Getting to know your customers is both fashionable and a good idea. But if you work for a large corporation, you may find several obstacles to forming a direct relationship with customers. All is not lost; you can kick-start your customer research by looking within your company for evidence of user experience problems.
- Technical Support : Customer support is an area of great expense for most companies. If you have a technical support or customer service staff, you have a rich source of customer complaints and difficulties. Most technical support groups keep track of how many calls they get about a particular issue so that they can decide what to focus on. Commonly, these groups are also aware of trends in customer concerns. Too often, this information is not adequately employed by the rest of the company to actually make improvements in products. Find out what the top issues are. They might be complaints, or they might be “educational calls,” questions users commonly have about how to use the product. Also ask how much such a call costs the company. If you can make a fix to the product (or its documentation) that reduces call volume, and you multiply that reduction by the cost per call, you’ll know how much savings that fix can the company. if that fix reduces the number of products returned, or reduces abandonment of your service, etc. then it has even greater power.
- Training and Education : If your company provides training or education to its users, the trainers will know what parts of the product users have difficulty learning. Improving usability and intelligibility in these areas will improve customer satisfaction and make the trainer’s job easier. In addition, the trainers will be able to point out features that are difficult to explain. A feature that is hard to explain often hides a usability problem. Trainers will primarily be concerned with features and processes that the user employs during adoption, while they are setting up and getting to know a product. This is when most returns happen. Returns are costlier to the company than a failure to sell the product in the first place, so initiatives that lead to a reduction in returns have a direct impact on the bottom line.
- Technical Writers : The folks who write your product’s documentation will also be able to point out features that are difficult to explain or procedures that seem needlessly complicated. Asking a technical writer “what about this product is hard to write about” is not likely to receive a good response (tech writers are a proud bunch), so an approach that focuses on their impressions of the product and the amount of time they spent investigating one or another feature is more likely to be successful.
- Product Documentation : If this fails, read the documentation yourself. You may be able to detect passages that treat parts of the product too lightly, dive into excessive detail, or rely on convoluted explanations. Pay special attention to the “troubleshooting” section, if any. What would benefit from clarification in the interface, reduced user decision-making, improved information design, etc.? Are there troubleshooting operations that the system should be able to perform? Are there troubleshooting situations that arise from otherwise well-intentioned user action?
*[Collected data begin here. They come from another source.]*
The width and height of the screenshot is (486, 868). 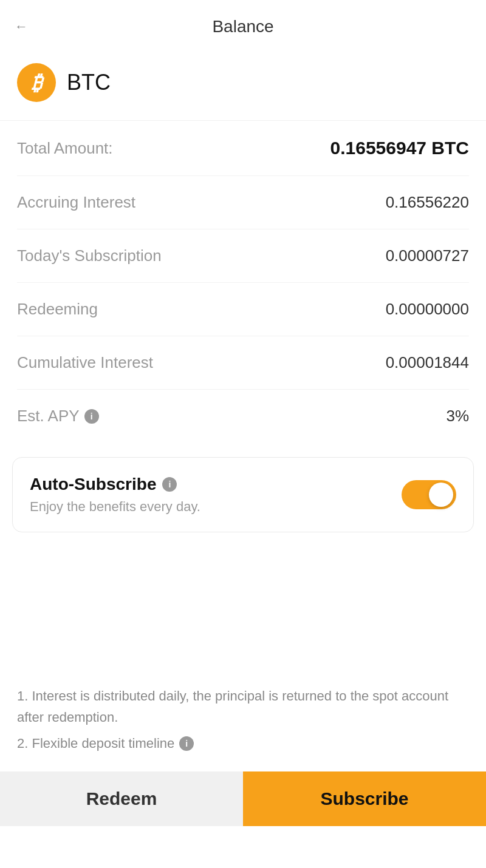 What do you see at coordinates (243, 363) in the screenshot?
I see `cumulative-interest-row: Cumulative Interest 0.00001844` at bounding box center [243, 363].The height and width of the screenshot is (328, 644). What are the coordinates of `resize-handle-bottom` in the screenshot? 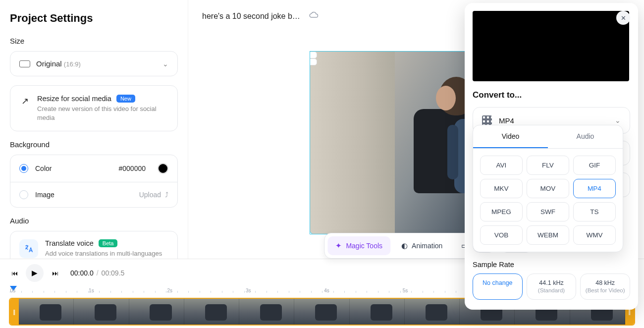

- Field Sales Staff : Outside salespeople have a unique view of the customer. Their job is to uncover customer needs and match those needs to a product, ideally one that your company sells. They are extremely competitive and may know more about your products and the competition’s products than anyone else in the company. They are intimately familiar with customer needs, especially those that potential customers ask about. And they have a knack for collecting pre- and post-sales feedback on a product. Their assessment of customer need is largely based on what the customer says rather than what the customer does , so be careful. But getting to know the salespeople can also shorten your path to customers; the sales staff will be happy that you re taking an interest, they will probably think that customer will also be happy that you are taking an interest. There’s a strong chance that a salesperson will see getting you in front of a customer as a triple win: the salesperson can use you as an excuse to visit the customer and show the customer that the company is interested in them and their feedback; the customer gets an opportunity to explain their unique situation and feel that the company is hearing them and valuing their input; and you get direct insight into both a individual customer and the sales process.
- In-House Sales Staff : Inside salespeople have another perspective on the customer; these folks are shepherding the most interested potential customers through the process of making a purchase. In addition to gathering all of the requisite customer and payment information, they must overcome last-minute nervousness and concerns raised by the buyer. The most common of these reveal product deficiencies, competitive weaknesses, or negative emotional components of the product experience.
- Try It Yourself : Whether or not you have ready access to users you should become one, even temporarily. Give the product a thorough tire-kicking, making special note of things that seem odd or are not well-explained, operations that seem complicated, places where you don’t have all of the information you need to make a decision. Trying it yourself will give you direct insight into the situations your users face and help you smooth the rough edges of interactive and informational design.